I do not friggin’ believe this.
“What do you want me to do?”
“Do you still love her?”
He refused to answer. But he began to finger the worry beads in his pocket.
“This might be your last chance.”
The line went dead.
He was clutching those beads so hard he would probably have dents in his palm.
Angel and Grace looked at him with interest.
“Frank says Ronnie is out on a boat in the middle of the ocean, and you know how scared she is of water. Plus, the old fart says Ronnie is about to get it on with some guy who has a butt that could crack walnuts. And he has the staying power of a . . . Navy SEAL.”
Both their jaws dropped as they gaped at him. Then they burst out laughing.
“I should probably go back and help her. She’s probably terrified, being on the open seas and everything.”
They continued to laugh.
“And, really, Ronnie is naive when it comes to men. She needs me to check the guy out.”
They weren’t buying his motives one bit and went on laughing like hyenas. He thought about throwing his worry beads at them.
“He says this is my last chance.”
They stopped laughing.
He left for home that night.
YMCA, YMCA . . .
Three days later, they still hadn’t located the exact site. Frank sensed they would soon, and his instincts were always good.
He got up before dawn and checked all the equipment that would be used on board once the divers went down, even though they had been checked and rechecked before. A person couldn’t be too careful on a diving operation.

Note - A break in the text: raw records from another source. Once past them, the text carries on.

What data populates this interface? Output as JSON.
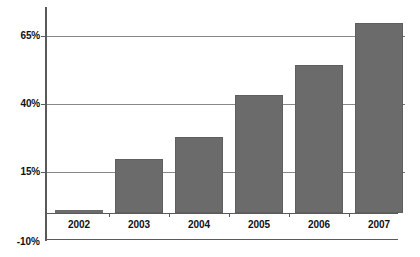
{
  "chart_data": {
    "type": "bar",
    "title": "",
    "subtitle": "",
    "xlabel": "",
    "ylabel": "",
    "categories": [
      "2002",
      "2003",
      "2004",
      "2005",
      "2006",
      "2007"
    ],
    "values": [
      1,
      20,
      28,
      43.5,
      54.5,
      70
    ],
    "series": [
      {
        "name": "",
        "values": [
          1,
          20,
          28,
          43.5,
          54.5,
          70
        ]
      }
    ],
    "ylim": [
      -10,
      75
    ],
    "yticks": [
      -10,
      15,
      40,
      65
    ],
    "ytick_labels": [
      "-10%",
      "15%",
      "40%",
      "65%"
    ],
    "xtick_labels": [
      "2002",
      "2003",
      "2004",
      "2005",
      "2006",
      "2007"
    ],
    "grid": true,
    "grid_axis": "y",
    "legend": false,
    "legend_position": "none",
    "bar_color": "#6b6b6b",
    "grid_color": "#888888",
    "axis_color": "#5a5a5a",
    "background_color": "#ffffff",
    "annotations": []
  },
  "axis": {
    "y_labels": [
      {
        "text": "65%",
        "value": 65
      },
      {
        "text": "40%",
        "value": 40
      },
      {
        "text": "15%",
        "value": 15
      },
      {
        "text": "-10%",
        "value": -10
      }
    ],
    "x_labels": [
      {
        "text": "2002"
      },
      {
        "text": "2003"
      },
      {
        "text": "2004"
      },
      {
        "text": "2005"
      },
      {
        "text": "2006"
      },
      {
        "text": "2007"
      }
    ]
  }
}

He decided to do his morning push-ups before everyone else awakened. The sun just came over the horizon when he began. A small orange ball against a pale blue palette. Scenes like this convinced him there was a God. “One, two, three . . .”
“Oh, good Lord!” someone shrieked, and he fell flat to the deck like a pancake.
He got up on all fours, clumsily, then managed to sit down, even though his knees and other parts of his body protested. Turning, he saw Ronnie. “What the hell’s wrong with you, girl? Now I have to start over.”
“Are you crazy?”
“Probably.”
“You’re exercising with a cigar in your mouth,” she pointed out, as if he didn’t know.
“It’s not lit.”
“You’re seventy-five years old.”
“So?”
“It isn’t safe for you to exert yourself that way. Is it?”
“Now you’re going to worry about me? Pfff!”